Via Dan Riehl, who wonders if any of the seven rounds of golf O played during that month were less relaxing than usual. Toby Harnden has the scoop:
According to locals, some of the [U.S.] commandos were wearing Jordanian insignia, perhaps to mask their nationality. They entered the buildings and found the prison. But the hostages were not there. The special forces troops had found what they term a “dry hole”…
For President Barack Obama the decision to send in the Night Stalkers was an agonising one. The audacious bin Laden raid in Pakistan had been a success but also preying on his mind was the failed 1980 Delta Force operation to rescue American hostages in Tehran…
Pentagon sources said Foley and the others might well have been rescued but Obama, concerned about the ramifications of US troops being killed or captured in Syria, took too long to authorise the mission.
Anthony Shaffer, a former lieutenant-colonel in US military intelligence who worked on covert operations, said: “I’m told it was almost a 30-day delay from when they said they wanted to go to when he finally gave the green light. They were ready to go in June to grab the guy [Foley] and they weren’t permitted.”
According to a Defense source who spoke to the NYT last week, the Pentagon knew that the hostages were being moved periodically. Another Defense source claimed that it may have been “a matter of hours, perhaps a day or two” by which the the troops had missed Foley when they finally arrived at the prison in Syria. Time was obviously of the essence, yet if you believe Harnden’s source, it took 30 days for a green light. How come? The White House’s fears of a debacle a la Desert One or Mogadishu are understandable, but less understandable now than they were before the Bin Laden raid. Even if the Foley raid had fallen apart, what would the knock on Obama have been? That he had too much faith in the capabilities of soldiers who scalped the head of Al Qaeda and then exfiltrated without a single American casualty? The foot-dragging is also hard to explain. He took his time in ordering the Bin Laden raid, with internal deliberations extending over several months, but extra prudence was warranted in that case: Pakistan is (nominally) an ally, there were no innocent lives directly in the balance, and the White House had no reason to believe that Bin Laden would flee the scene before they got there. As I recall, intelligence showed he’d been at the Abbottabad compound for years. With Foley, that equation changed. The raid was aimed at enemy territory, the prisoners were being moved, and they could have been killed at any time. Why wait?
Maybe Obama thought he simply didn’t have the political capital needed on foreign policy anymore to make this call at the time. Scroll through his job approval ratings on foreign policy over the past six months. Starting in March, around the time that Putin began bullying Ukraine, his approval goes from single digits negative to double digits. If he had ordered the Foley raid quickly and it failed, it would have reinforced the image of a guy who’s at sea in dealing with bad actors abroad. So he waited, probably hoping things would turn around a bit before giving the order. Unfortunate.
Speaking of dealing with bad actors abroad, if you believe the Independent, we’re now handing over intelligence to the same guy we almost bombed a year ago.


**Instructions to follow**.
Please give the entries again in full and exactly, without any picture.
+++ Supplied information
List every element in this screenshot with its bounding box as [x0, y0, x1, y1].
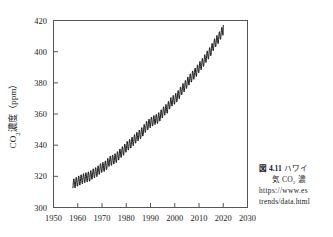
svg-text:CO2濃度（ppm）: CO2濃度（ppm）	[7, 80, 21, 149]
figure-container: 1950196019701980199020002010202020303003…	[0, 0, 333, 237]
x-axis-tick-label: 2000	[166, 214, 183, 223]
y-axis-tick-label: 320	[34, 172, 47, 181]
x-axis-tick-label: 1990	[142, 214, 159, 223]
figure-caption: 図 4.11 ハワイ 気 CO₂ 濃 https://www.es trends…	[259, 163, 333, 207]
caption-title-text: ハワイ	[284, 164, 308, 173]
x-axis-tick-label: 1950	[45, 214, 62, 223]
x-axis-tick-label: 2030	[239, 214, 256, 223]
caption-title-line: 図 4.11 ハワイ	[259, 163, 333, 174]
y-axis-tick-label: 380	[34, 79, 47, 88]
y-axis-tick-label: 400	[34, 48, 47, 57]
y-axis-tick-label: 340	[34, 141, 47, 150]
caption-source-url-line2[interactable]: trends/data.html	[259, 196, 333, 207]
x-axis-tick-label: 1960	[69, 214, 86, 223]
y-axis-title: CO2濃度（ppm）	[7, 80, 21, 149]
caption-source-url-line1[interactable]: https://www.es	[259, 185, 333, 196]
x-axis-tick-label: 1980	[118, 214, 135, 223]
y-axis-tick-label: 300	[34, 204, 47, 213]
x-axis-tick-label: 1970	[93, 214, 110, 223]
x-axis-tick-label: 2010	[190, 214, 207, 223]
co2-line-chart: 1950196019701980199020002010202020303003…	[0, 0, 262, 237]
caption-figure-number: 図 4.11	[259, 164, 282, 173]
y-axis-tick-label: 360	[34, 110, 47, 119]
y-axis-tick-label: 420	[34, 17, 47, 26]
x-axis-tick-label: 2020	[215, 214, 232, 223]
caption-second-line: 気 CO₂ 濃	[259, 174, 333, 185]
chart-plot-svg: 1950196019701980199020002010202020303003…	[0, 0, 262, 237]
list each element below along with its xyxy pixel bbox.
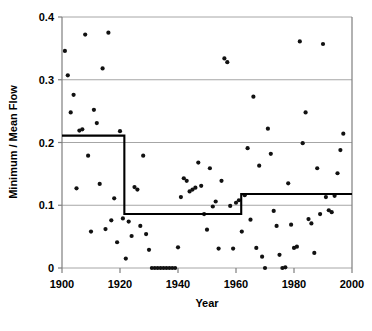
data-point — [106, 31, 110, 35]
data-point — [254, 246, 258, 250]
data-point — [306, 217, 310, 221]
y-tick-label: 0.3 — [39, 74, 54, 86]
data-point — [211, 204, 215, 208]
data-point — [286, 181, 290, 185]
data-point — [295, 245, 299, 249]
data-point — [115, 240, 119, 244]
y-tick-label: 0.2 — [39, 137, 54, 149]
data-point — [109, 218, 113, 222]
data-point — [205, 228, 209, 232]
data-point — [199, 184, 203, 188]
step-function-line — [62, 136, 352, 214]
data-point — [80, 127, 84, 131]
data-point — [330, 210, 334, 214]
data-point — [246, 146, 250, 150]
data-point — [92, 108, 96, 112]
data-point — [318, 212, 322, 216]
data-points — [63, 31, 346, 271]
data-point — [312, 251, 316, 255]
data-point — [275, 224, 279, 228]
data-point — [225, 60, 229, 64]
step-change-line — [62, 136, 352, 214]
data-point — [248, 218, 252, 222]
data-point — [341, 132, 345, 136]
y-tick-label: 0.1 — [39, 199, 54, 211]
data-point — [222, 56, 226, 60]
data-point — [208, 166, 212, 170]
data-point — [217, 246, 221, 250]
data-point — [231, 246, 235, 250]
x-tick-label: 1940 — [166, 278, 190, 290]
y-tick-label: 0 — [48, 262, 54, 274]
data-point — [101, 66, 105, 70]
data-point — [298, 39, 302, 43]
data-point — [219, 179, 223, 183]
data-point — [176, 245, 180, 249]
data-point — [301, 141, 305, 145]
data-point — [277, 253, 281, 257]
data-point — [66, 73, 70, 77]
data-point — [260, 255, 264, 259]
data-point — [130, 234, 134, 238]
data-point — [185, 179, 189, 183]
data-point — [240, 230, 244, 234]
data-point — [127, 219, 131, 223]
data-point — [98, 182, 102, 186]
y-axis-title: Minimum / Mean Flow — [7, 85, 19, 199]
x-tick-label: 1960 — [224, 278, 248, 290]
scatter-plot: 00.10.20.30.4 190019201940196019802000 M… — [0, 0, 372, 331]
x-tick-label: 2000 — [340, 278, 364, 290]
data-point — [324, 195, 328, 199]
data-point — [228, 204, 232, 208]
data-point — [147, 248, 151, 252]
data-point — [289, 223, 293, 227]
data-point — [338, 148, 342, 152]
data-point — [179, 195, 183, 199]
data-point — [266, 127, 270, 131]
data-point — [193, 186, 197, 190]
data-point — [72, 93, 76, 97]
data-point — [83, 32, 87, 36]
data-point — [118, 129, 122, 133]
data-point — [138, 224, 142, 228]
data-point — [335, 171, 339, 175]
data-point — [321, 42, 325, 46]
plot-frame — [58, 17, 352, 273]
data-point — [121, 216, 125, 220]
data-point — [263, 266, 267, 270]
x-axis-tick-labels: 190019201940196019802000 — [50, 278, 364, 290]
data-point — [141, 154, 145, 158]
data-point — [69, 110, 73, 114]
data-point — [309, 221, 313, 225]
data-point — [103, 227, 107, 231]
data-point — [112, 196, 116, 200]
data-point — [86, 154, 90, 158]
x-tick-label: 1980 — [282, 278, 306, 290]
data-point — [95, 121, 99, 125]
data-point — [251, 95, 255, 99]
data-point — [214, 199, 218, 203]
data-point — [63, 49, 67, 53]
data-point — [272, 209, 276, 213]
data-point — [144, 232, 148, 236]
y-tick-label: 0.4 — [39, 11, 55, 23]
x-tick-label: 1920 — [108, 278, 132, 290]
x-tick-label: 1900 — [50, 278, 74, 290]
data-point — [304, 110, 308, 114]
data-point — [89, 230, 93, 234]
data-point — [196, 160, 200, 164]
data-point — [257, 164, 261, 168]
data-point — [315, 166, 319, 170]
y-axis-tick-labels: 00.10.20.30.4 — [39, 11, 55, 274]
chart-container: 00.10.20.30.4 190019201940196019802000 M… — [0, 0, 372, 331]
data-point — [283, 265, 287, 269]
data-point — [173, 266, 177, 270]
data-point — [135, 187, 139, 191]
data-point — [74, 186, 78, 190]
x-axis-title: Year — [195, 297, 219, 309]
data-point — [269, 152, 273, 156]
data-point — [124, 256, 128, 260]
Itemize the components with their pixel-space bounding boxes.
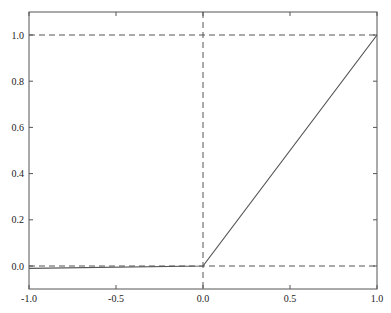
y-tick-label: 0.4 bbox=[12, 168, 25, 179]
reference-lines bbox=[29, 12, 377, 289]
x-tick-label: 0.0 bbox=[197, 293, 210, 304]
y-tick-label: 0.8 bbox=[12, 76, 25, 87]
chart: -1.0-0.50.00.51.0 0.00.20.40.60.81.0 bbox=[0, 0, 391, 313]
x-tick-label: 0.5 bbox=[284, 293, 297, 304]
y-tick-label: 0.2 bbox=[12, 214, 25, 225]
x-tick-label: -1.0 bbox=[21, 293, 37, 304]
x-tick-label: 1.0 bbox=[371, 293, 384, 304]
y-tick-label: 1.0 bbox=[12, 30, 25, 41]
x-tick-label: -0.5 bbox=[108, 293, 124, 304]
x-axis-ticks: -1.0-0.50.00.51.0 bbox=[21, 12, 383, 304]
y-tick-label: 0.6 bbox=[12, 122, 25, 133]
y-axis-ticks: 0.00.20.40.60.81.0 bbox=[12, 30, 378, 272]
y-tick-label: 0.0 bbox=[12, 261, 25, 272]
++++++
**Task output**.
List every element in this screenshot with its bounding box as [x0, y0, x1, y1].
svg-text:CO2濃度（ppm）: CO2濃度（ppm）	[7, 80, 21, 149]
figure-container: 1950196019701980199020002010202020303003…	[0, 0, 333, 237]
x-axis-tick-label: 2000	[166, 214, 183, 223]
y-axis-tick-label: 320	[34, 172, 47, 181]
x-axis-tick-label: 1990	[142, 214, 159, 223]
figure-caption: 図 4.11 ハワイ 気 CO₂ 濃 https://www.es trends…	[259, 163, 333, 207]
caption-title-text: ハワイ	[284, 164, 308, 173]
x-axis-tick-label: 1950	[45, 214, 62, 223]
x-axis-tick-label: 2030	[239, 214, 256, 223]
caption-title-line: 図 4.11 ハワイ	[259, 163, 333, 174]
y-axis-tick-label: 380	[34, 79, 47, 88]
y-axis-tick-label: 400	[34, 48, 47, 57]
y-axis-tick-label: 340	[34, 141, 47, 150]
caption-source-url-line2[interactable]: trends/data.html	[259, 196, 333, 207]
x-axis-tick-label: 1960	[69, 214, 86, 223]
y-axis-title: CO2濃度（ppm）	[7, 80, 21, 149]
caption-source-url-line1[interactable]: https://www.es	[259, 185, 333, 196]
x-axis-tick-label: 1980	[118, 214, 135, 223]
y-axis-tick-label: 300	[34, 204, 47, 213]
x-axis-tick-label: 1970	[93, 214, 110, 223]
x-axis-tick-label: 2010	[190, 214, 207, 223]
co2-line-chart: 1950196019701980199020002010202020303003…	[0, 0, 262, 237]
caption-figure-number: 図 4.11	[259, 164, 282, 173]
y-axis-tick-label: 360	[34, 110, 47, 119]
y-axis-tick-label: 420	[34, 17, 47, 26]
x-axis-tick-label: 2020	[215, 214, 232, 223]
caption-second-line: 気 CO₂ 濃	[259, 174, 333, 185]
chart-plot-svg: 1950196019701980199020002010202020303003…	[0, 0, 262, 237]
list each element below along with its xyxy pixel bbox.
data-point — [106, 31, 110, 35]
data-point — [254, 246, 258, 250]
data-point — [306, 217, 310, 221]
y-tick-label: 0.3 — [39, 74, 54, 86]
data-point — [211, 204, 215, 208]
data-point — [286, 181, 290, 185]
data-point — [295, 245, 299, 249]
data-point — [115, 240, 119, 244]
y-tick-label: 0.2 — [39, 137, 54, 149]
data-point — [109, 218, 113, 222]
data-point — [205, 228, 209, 232]
data-point — [199, 184, 203, 188]
step-function-line — [62, 136, 352, 214]
data-point — [80, 127, 84, 131]
data-point — [330, 210, 334, 214]
data-point — [246, 146, 250, 150]
data-point — [92, 108, 96, 112]
data-point — [318, 212, 322, 216]
data-points — [63, 31, 346, 271]
data-point — [312, 251, 316, 255]
data-point — [275, 224, 279, 228]
data-point — [225, 60, 229, 64]
step-change-line — [62, 136, 352, 214]
data-point — [248, 218, 252, 222]
data-point — [341, 132, 345, 136]
y-tick-label: 0.1 — [39, 199, 54, 211]
data-point — [222, 56, 226, 60]
data-point — [208, 166, 212, 170]
data-point — [217, 246, 221, 250]
data-point — [231, 246, 235, 250]
x-tick-label: 1940 — [166, 278, 190, 290]
y-tick-label: 0 — [48, 262, 54, 274]
data-point — [101, 66, 105, 70]
data-point — [298, 39, 302, 43]
data-point — [219, 179, 223, 183]
data-point — [176, 245, 180, 249]
data-point — [301, 141, 305, 145]
data-point — [277, 253, 281, 257]
data-point — [66, 73, 70, 77]
data-point — [260, 255, 264, 259]
data-point — [130, 234, 134, 238]
data-point — [185, 179, 189, 183]
data-point — [240, 230, 244, 234]
data-point — [127, 219, 131, 223]
data-point — [98, 182, 102, 186]
y-axis-title: Minimum / Mean Flow — [7, 85, 19, 199]
x-tick-label: 1960 — [224, 278, 248, 290]
scatter-plot: 00.10.20.30.4 190019201940196019802000 M… — [0, 0, 372, 331]
x-tick-label: 2000 — [340, 278, 364, 290]
data-point — [324, 195, 328, 199]
data-point — [228, 204, 232, 208]
data-point — [147, 248, 151, 252]
data-point — [289, 223, 293, 227]
data-point — [338, 148, 342, 152]
data-point — [179, 195, 183, 199]
data-point — [266, 127, 270, 131]
data-point — [193, 186, 197, 190]
data-point — [72, 93, 76, 97]
data-point — [83, 32, 87, 36]
data-point — [118, 129, 122, 133]
data-point — [138, 224, 142, 228]
data-point — [335, 171, 339, 175]
data-point — [321, 42, 325, 46]
plot-frame — [58, 17, 352, 273]
data-point — [121, 216, 125, 220]
data-point — [263, 266, 267, 270]
x-axis-tick-labels: 190019201940196019802000 — [50, 278, 364, 290]
data-point — [141, 154, 145, 158]
data-point — [69, 110, 73, 114]
data-point — [309, 221, 313, 225]
data-point — [103, 227, 107, 231]
data-point — [112, 196, 116, 200]
data-point — [86, 154, 90, 158]
x-tick-label: 1980 — [282, 278, 306, 290]
data-point — [95, 121, 99, 125]
data-point — [251, 95, 255, 99]
data-point — [214, 199, 218, 203]
data-point — [63, 49, 67, 53]
data-point — [272, 209, 276, 213]
data-point — [144, 232, 148, 236]
y-tick-label: 0.4 — [39, 11, 55, 23]
x-tick-label: 1920 — [108, 278, 132, 290]
x-tick-label: 1900 — [50, 278, 74, 290]
data-point — [304, 110, 308, 114]
data-point — [89, 230, 93, 234]
data-point — [196, 160, 200, 164]
data-point — [257, 164, 261, 168]
data-point — [315, 166, 319, 170]
y-axis-tick-labels: 00.10.20.30.4 — [39, 11, 55, 274]
chart-container: 00.10.20.30.4 190019201940196019802000 M… — [0, 0, 372, 331]
data-point — [283, 265, 287, 269]
data-point — [173, 266, 177, 270]
data-point — [135, 187, 139, 191]
data-point — [74, 186, 78, 190]
x-axis-title: Year — [195, 297, 219, 309]
data-point — [269, 152, 273, 156]
data-point — [124, 256, 128, 260]
Itemize the components with their pixel-space bounding boxes.
y-tick-label: 0.4 bbox=[12, 168, 25, 179]
reference-lines bbox=[29, 12, 377, 289]
x-tick-label: 0.0 bbox=[197, 293, 210, 304]
y-tick-label: 0.8 bbox=[12, 76, 25, 87]
chart: -1.0-0.50.00.51.0 0.00.20.40.60.81.0 bbox=[0, 0, 391, 313]
x-tick-label: 0.5 bbox=[284, 293, 297, 304]
y-tick-label: 0.2 bbox=[12, 214, 25, 225]
x-tick-label: -1.0 bbox=[21, 293, 37, 304]
x-tick-label: 1.0 bbox=[371, 293, 384, 304]
y-tick-label: 1.0 bbox=[12, 30, 25, 41]
x-tick-label: -0.5 bbox=[108, 293, 124, 304]
x-axis-ticks: -1.0-0.50.00.51.0 bbox=[21, 12, 383, 304]
y-tick-label: 0.6 bbox=[12, 122, 25, 133]
y-axis-ticks: 0.00.20.40.60.81.0 bbox=[12, 30, 378, 272]
y-tick-label: 0.0 bbox=[12, 261, 25, 272]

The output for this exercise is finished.